Natural Resource Constraint on Fiscal Capacity: Evidence from Canadian Municipalities
Nya Fest Session 5: There ain’t no mountain high enough, ain’t no valley low enough: Ownership, redistribution, and extraction of natural resources, 1800-2000 organized by Kasper Hage Stjern
Abstract
In Canada, the provision of public services is intrinsically linked to the capacity of the state to mobilize revenues and to the ways responsibilities are distributed between federal, provincial, and municipal governments. The provision of public services thus depends on economic conditions at the macro and micro levels, and therefore on economic shocks at these different scales. Resource-dependent municipalities provide a rare opportunity to better understand the resilience of public services to shocks. The mining industry follows mineral price cycle is highly volatile. This article studies the link between fiscal capacity of municipalities and the wave of mine closures that affected Canada after 1980. Using a novel database on mineral production, we investigate how spending for social services changes after mine closures in at municipal level, and study if mine closures constraint the capacity of local government in providing relief and support with consequential implications for socio-economic precarity These questions echo broader concerns about how much municipalities depend on extractive activities to provide for services to their citizens, and inform current debates on the implications of the ecological transition for local governments.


Task item: Pictures must be kept out of the copy. Every entry is to be duplicated exactly.

========================================================================

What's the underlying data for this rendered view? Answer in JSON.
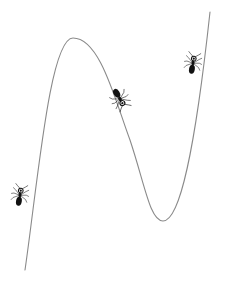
{
  "diagram": {
    "background": "#ffffff",
    "curve": {
      "type": "cubic",
      "stroke": "#8a8a8a",
      "stroke_width": 1.1,
      "points": {
        "start": [
          25,
          270
        ],
        "local_max": [
          73,
          38
        ],
        "local_min": [
          163,
          221
        ],
        "end": [
          210,
          12
        ]
      }
    },
    "ants": [
      {
        "name": "ant-left",
        "x": 20,
        "y": 195,
        "rotation": -80,
        "scale": 0.9
      },
      {
        "name": "ant-middle",
        "x": 120,
        "y": 99,
        "rotation": 60,
        "scale": 0.95
      },
      {
        "name": "ant-right",
        "x": 193,
        "y": 63,
        "rotation": -80,
        "scale": 0.9
      }
    ],
    "ant_color": "#111111"
  }
}
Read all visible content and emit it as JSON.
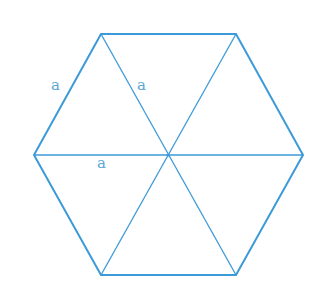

========================================================================

Output for this task:
What's the underlying data for this rendered view? Answer in JSON.
{
  "diagram": {
    "background": "#ffffff",
    "curve": {
      "type": "cubic",
      "stroke": "#8a8a8a",
      "stroke_width": 1.1,
      "points": {
        "start": [
          25,
          270
        ],
        "local_max": [
          73,
          38
        ],
        "local_min": [
          163,
          221
        ],
        "end": [
          210,
          12
        ]
      }
    },
    "ants": [
      {
        "name": "ant-left",
        "x": 20,
        "y": 195,
        "rotation": -80,
        "scale": 0.9
      },
      {
        "name": "ant-middle",
        "x": 120,
        "y": 99,
        "rotation": 60,
        "scale": 0.95
      },
      {
        "name": "ant-right",
        "x": 193,
        "y": 63,
        "rotation": -80,
        "scale": 0.9
      }
    ],
    "ant_color": "#111111"
  }
}
Read all visible content and emit it as JSON.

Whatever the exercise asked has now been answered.